● **Problem statement**
What is needed here is every record, retyped without any change.

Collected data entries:
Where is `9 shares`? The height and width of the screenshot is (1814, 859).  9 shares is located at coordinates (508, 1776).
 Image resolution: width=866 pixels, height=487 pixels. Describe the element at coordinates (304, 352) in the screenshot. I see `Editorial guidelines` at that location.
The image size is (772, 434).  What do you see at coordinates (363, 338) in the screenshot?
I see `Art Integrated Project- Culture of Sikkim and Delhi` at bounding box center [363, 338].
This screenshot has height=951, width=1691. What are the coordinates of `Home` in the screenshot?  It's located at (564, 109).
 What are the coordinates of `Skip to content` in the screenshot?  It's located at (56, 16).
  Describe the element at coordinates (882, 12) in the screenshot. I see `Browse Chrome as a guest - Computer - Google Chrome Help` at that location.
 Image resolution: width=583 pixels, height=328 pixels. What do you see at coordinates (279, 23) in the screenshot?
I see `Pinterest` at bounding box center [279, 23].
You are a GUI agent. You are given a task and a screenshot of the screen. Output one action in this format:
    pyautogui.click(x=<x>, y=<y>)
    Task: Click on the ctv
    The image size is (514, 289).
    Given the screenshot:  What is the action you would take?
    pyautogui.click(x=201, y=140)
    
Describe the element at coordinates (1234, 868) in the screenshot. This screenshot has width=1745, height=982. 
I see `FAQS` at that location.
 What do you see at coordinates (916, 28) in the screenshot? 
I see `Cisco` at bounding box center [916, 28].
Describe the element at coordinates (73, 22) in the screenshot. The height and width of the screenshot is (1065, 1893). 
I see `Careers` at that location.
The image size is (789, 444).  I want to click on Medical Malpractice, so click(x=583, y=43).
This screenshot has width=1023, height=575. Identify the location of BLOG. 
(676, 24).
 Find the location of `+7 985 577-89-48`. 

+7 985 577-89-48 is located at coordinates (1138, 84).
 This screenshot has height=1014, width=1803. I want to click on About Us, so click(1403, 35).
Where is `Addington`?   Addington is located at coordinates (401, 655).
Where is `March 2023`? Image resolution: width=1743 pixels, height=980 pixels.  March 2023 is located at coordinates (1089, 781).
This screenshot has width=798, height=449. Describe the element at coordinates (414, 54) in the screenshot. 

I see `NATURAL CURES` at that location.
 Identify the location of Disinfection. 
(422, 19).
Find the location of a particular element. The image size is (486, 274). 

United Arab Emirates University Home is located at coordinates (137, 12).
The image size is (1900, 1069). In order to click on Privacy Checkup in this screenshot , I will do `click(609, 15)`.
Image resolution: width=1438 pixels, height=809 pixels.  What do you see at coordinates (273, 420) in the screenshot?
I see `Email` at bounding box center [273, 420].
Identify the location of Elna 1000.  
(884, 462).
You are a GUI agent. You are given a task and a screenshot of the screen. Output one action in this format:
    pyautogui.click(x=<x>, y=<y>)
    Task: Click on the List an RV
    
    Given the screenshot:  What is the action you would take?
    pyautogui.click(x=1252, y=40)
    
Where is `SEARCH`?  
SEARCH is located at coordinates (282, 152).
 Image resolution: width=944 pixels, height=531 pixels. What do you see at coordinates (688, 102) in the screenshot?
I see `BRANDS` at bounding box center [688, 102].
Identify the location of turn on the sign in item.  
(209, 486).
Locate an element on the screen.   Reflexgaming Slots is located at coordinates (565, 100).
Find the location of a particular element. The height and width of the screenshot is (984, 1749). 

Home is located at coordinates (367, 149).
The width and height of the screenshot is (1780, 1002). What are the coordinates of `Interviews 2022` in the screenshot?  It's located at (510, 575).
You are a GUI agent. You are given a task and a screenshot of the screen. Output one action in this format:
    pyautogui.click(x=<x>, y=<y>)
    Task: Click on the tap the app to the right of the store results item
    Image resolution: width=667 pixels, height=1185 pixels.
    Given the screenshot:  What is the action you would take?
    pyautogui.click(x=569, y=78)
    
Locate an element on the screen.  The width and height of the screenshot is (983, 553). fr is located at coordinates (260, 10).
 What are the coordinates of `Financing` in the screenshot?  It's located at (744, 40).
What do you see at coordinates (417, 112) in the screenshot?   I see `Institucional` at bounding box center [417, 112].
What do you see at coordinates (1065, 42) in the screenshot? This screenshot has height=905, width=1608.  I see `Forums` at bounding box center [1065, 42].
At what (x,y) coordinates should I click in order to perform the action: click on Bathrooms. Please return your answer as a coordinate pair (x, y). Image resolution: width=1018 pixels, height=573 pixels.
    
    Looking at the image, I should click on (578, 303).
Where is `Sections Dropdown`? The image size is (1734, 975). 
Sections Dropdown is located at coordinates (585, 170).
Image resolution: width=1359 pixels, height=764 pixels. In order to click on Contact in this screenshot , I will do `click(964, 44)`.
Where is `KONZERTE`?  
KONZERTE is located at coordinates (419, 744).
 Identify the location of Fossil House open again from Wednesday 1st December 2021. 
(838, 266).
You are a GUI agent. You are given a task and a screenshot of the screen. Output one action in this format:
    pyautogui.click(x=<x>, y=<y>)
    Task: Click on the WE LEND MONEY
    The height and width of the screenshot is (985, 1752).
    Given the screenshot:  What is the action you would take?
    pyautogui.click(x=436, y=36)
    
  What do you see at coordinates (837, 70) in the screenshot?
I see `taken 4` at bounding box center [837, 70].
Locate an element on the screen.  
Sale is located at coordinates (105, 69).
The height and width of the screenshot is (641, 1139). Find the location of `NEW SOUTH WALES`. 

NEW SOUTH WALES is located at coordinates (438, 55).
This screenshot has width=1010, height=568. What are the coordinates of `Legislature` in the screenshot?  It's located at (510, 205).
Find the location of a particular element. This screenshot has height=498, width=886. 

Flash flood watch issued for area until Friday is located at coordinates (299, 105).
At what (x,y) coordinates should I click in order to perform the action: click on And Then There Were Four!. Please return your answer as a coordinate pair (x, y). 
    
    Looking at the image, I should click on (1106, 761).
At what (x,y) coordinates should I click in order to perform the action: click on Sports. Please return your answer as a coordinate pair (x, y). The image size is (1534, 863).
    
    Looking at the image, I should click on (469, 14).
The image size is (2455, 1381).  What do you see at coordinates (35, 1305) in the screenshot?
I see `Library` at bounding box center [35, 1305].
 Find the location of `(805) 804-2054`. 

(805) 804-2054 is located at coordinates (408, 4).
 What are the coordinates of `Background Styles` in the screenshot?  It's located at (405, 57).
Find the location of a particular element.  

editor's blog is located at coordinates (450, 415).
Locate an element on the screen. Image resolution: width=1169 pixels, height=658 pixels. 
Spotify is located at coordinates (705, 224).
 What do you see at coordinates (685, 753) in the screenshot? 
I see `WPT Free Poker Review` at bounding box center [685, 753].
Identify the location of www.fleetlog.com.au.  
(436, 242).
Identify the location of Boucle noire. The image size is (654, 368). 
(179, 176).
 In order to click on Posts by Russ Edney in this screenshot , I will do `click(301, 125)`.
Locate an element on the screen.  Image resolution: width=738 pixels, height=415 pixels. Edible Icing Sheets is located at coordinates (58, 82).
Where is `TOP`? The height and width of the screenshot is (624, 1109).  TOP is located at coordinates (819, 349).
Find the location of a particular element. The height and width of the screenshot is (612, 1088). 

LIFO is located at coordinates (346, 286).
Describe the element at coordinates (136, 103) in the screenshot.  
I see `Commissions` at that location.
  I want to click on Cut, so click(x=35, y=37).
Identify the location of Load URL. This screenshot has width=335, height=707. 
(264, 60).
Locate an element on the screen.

● **Completed task**
Where is `9 shares`? The height and width of the screenshot is (1814, 859).  9 shares is located at coordinates (508, 1776).
 Image resolution: width=866 pixels, height=487 pixels. Describe the element at coordinates (304, 352) in the screenshot. I see `Editorial guidelines` at that location.
The image size is (772, 434).  What do you see at coordinates (363, 338) in the screenshot?
I see `Art Integrated Project- Culture of Sikkim and Delhi` at bounding box center [363, 338].
This screenshot has height=951, width=1691. What are the coordinates of `Home` in the screenshot?  It's located at (564, 109).
 What are the coordinates of `Skip to content` in the screenshot?  It's located at (56, 16).
  Describe the element at coordinates (882, 12) in the screenshot. I see `Browse Chrome as a guest - Computer - Google Chrome Help` at that location.
 Image resolution: width=583 pixels, height=328 pixels. What do you see at coordinates (279, 23) in the screenshot?
I see `Pinterest` at bounding box center [279, 23].
You are a GUI agent. You are given a task and a screenshot of the screen. Output one action in this format:
    pyautogui.click(x=<x>, y=<y>)
    Task: Click on the ctv
    The image size is (514, 289).
    Given the screenshot:  What is the action you would take?
    pyautogui.click(x=201, y=140)
    
Describe the element at coordinates (1234, 868) in the screenshot. This screenshot has width=1745, height=982. 
I see `FAQS` at that location.
 What do you see at coordinates (916, 28) in the screenshot? 
I see `Cisco` at bounding box center [916, 28].
Describe the element at coordinates (73, 22) in the screenshot. The height and width of the screenshot is (1065, 1893). 
I see `Careers` at that location.
The image size is (789, 444).  I want to click on Medical Malpractice, so click(x=583, y=43).
This screenshot has width=1023, height=575. Identify the location of BLOG. 
(676, 24).
 Find the location of `+7 985 577-89-48`. 

+7 985 577-89-48 is located at coordinates (1138, 84).
 This screenshot has height=1014, width=1803. I want to click on About Us, so click(1403, 35).
Where is `Addington`?   Addington is located at coordinates (401, 655).
Where is `March 2023`? Image resolution: width=1743 pixels, height=980 pixels.  March 2023 is located at coordinates (1089, 781).
This screenshot has width=798, height=449. Describe the element at coordinates (414, 54) in the screenshot. 

I see `NATURAL CURES` at that location.
 Identify the location of Disinfection. 
(422, 19).
Find the location of a particular element. The image size is (486, 274). 

United Arab Emirates University Home is located at coordinates (137, 12).
The image size is (1900, 1069). In order to click on Privacy Checkup in this screenshot , I will do `click(609, 15)`.
Image resolution: width=1438 pixels, height=809 pixels.  What do you see at coordinates (273, 420) in the screenshot?
I see `Email` at bounding box center [273, 420].
Identify the location of Elna 1000.  
(884, 462).
You are a GUI agent. You are given a task and a screenshot of the screen. Output one action in this format:
    pyautogui.click(x=<x>, y=<y>)
    Task: Click on the List an RV
    
    Given the screenshot:  What is the action you would take?
    pyautogui.click(x=1252, y=40)
    
Where is `SEARCH`?  
SEARCH is located at coordinates (282, 152).
 Image resolution: width=944 pixels, height=531 pixels. What do you see at coordinates (688, 102) in the screenshot?
I see `BRANDS` at bounding box center [688, 102].
Identify the location of turn on the sign in item.  
(209, 486).
Locate an element on the screen.   Reflexgaming Slots is located at coordinates (565, 100).
Find the location of a particular element. The height and width of the screenshot is (984, 1749). 

Home is located at coordinates (367, 149).
The width and height of the screenshot is (1780, 1002). What are the coordinates of `Interviews 2022` in the screenshot?  It's located at (510, 575).
You are a GUI agent. You are given a task and a screenshot of the screen. Output one action in this format:
    pyautogui.click(x=<x>, y=<y>)
    Task: Click on the tap the app to the right of the store results item
    Image resolution: width=667 pixels, height=1185 pixels.
    Given the screenshot:  What is the action you would take?
    pyautogui.click(x=569, y=78)
    
Locate an element on the screen.  The width and height of the screenshot is (983, 553). fr is located at coordinates (260, 10).
 What are the coordinates of `Financing` in the screenshot?  It's located at (744, 40).
What do you see at coordinates (417, 112) in the screenshot?   I see `Institucional` at bounding box center [417, 112].
What do you see at coordinates (1065, 42) in the screenshot? This screenshot has height=905, width=1608.  I see `Forums` at bounding box center [1065, 42].
At what (x,y) coordinates should I click in order to perform the action: click on Bathrooms. Please return your answer as a coordinate pair (x, y). Image resolution: width=1018 pixels, height=573 pixels.
    
    Looking at the image, I should click on (578, 303).
Where is `Sections Dropdown`? The image size is (1734, 975). 
Sections Dropdown is located at coordinates (585, 170).
Image resolution: width=1359 pixels, height=764 pixels. In order to click on Contact in this screenshot , I will do `click(964, 44)`.
Where is `KONZERTE`?  
KONZERTE is located at coordinates (419, 744).
 Identify the location of Fossil House open again from Wednesday 1st December 2021. 
(838, 266).
You are a GUI agent. You are given a task and a screenshot of the screen. Output one action in this format:
    pyautogui.click(x=<x>, y=<y>)
    Task: Click on the WE LEND MONEY
    The height and width of the screenshot is (985, 1752).
    Given the screenshot:  What is the action you would take?
    pyautogui.click(x=436, y=36)
    
  What do you see at coordinates (837, 70) in the screenshot?
I see `taken 4` at bounding box center [837, 70].
Locate an element on the screen.  
Sale is located at coordinates (105, 69).
The height and width of the screenshot is (641, 1139). Find the location of `NEW SOUTH WALES`. 

NEW SOUTH WALES is located at coordinates (438, 55).
This screenshot has width=1010, height=568. What are the coordinates of `Legislature` in the screenshot?  It's located at (510, 205).
Find the location of a particular element. This screenshot has height=498, width=886. 

Flash flood watch issued for area until Friday is located at coordinates (299, 105).
At what (x,y) coordinates should I click in order to perform the action: click on And Then There Were Four!. Please return your answer as a coordinate pair (x, y). 
    
    Looking at the image, I should click on (1106, 761).
At what (x,y) coordinates should I click in order to perform the action: click on Sports. Please return your answer as a coordinate pair (x, y). The image size is (1534, 863).
    
    Looking at the image, I should click on (469, 14).
The image size is (2455, 1381).  What do you see at coordinates (35, 1305) in the screenshot?
I see `Library` at bounding box center [35, 1305].
 Find the location of `(805) 804-2054`. 

(805) 804-2054 is located at coordinates (408, 4).
 What are the coordinates of `Background Styles` in the screenshot?  It's located at (405, 57).
Find the location of a particular element.  

editor's blog is located at coordinates (450, 415).
Locate an element on the screen. Image resolution: width=1169 pixels, height=658 pixels. 
Spotify is located at coordinates (705, 224).
 What do you see at coordinates (685, 753) in the screenshot? 
I see `WPT Free Poker Review` at bounding box center [685, 753].
Identify the location of www.fleetlog.com.au.  
(436, 242).
Identify the location of Boucle noire. The image size is (654, 368). 
(179, 176).
 In order to click on Posts by Russ Edney in this screenshot , I will do `click(301, 125)`.
Locate an element on the screen.  Image resolution: width=738 pixels, height=415 pixels. Edible Icing Sheets is located at coordinates (58, 82).
Where is `TOP`? The height and width of the screenshot is (624, 1109).  TOP is located at coordinates (819, 349).
Find the location of a particular element. The height and width of the screenshot is (612, 1088). 

LIFO is located at coordinates (346, 286).
Describe the element at coordinates (136, 103) in the screenshot.  
I see `Commissions` at that location.
  I want to click on Cut, so click(x=35, y=37).
Identify the location of Load URL. This screenshot has width=335, height=707. 
(264, 60).
Locate an element on the screen.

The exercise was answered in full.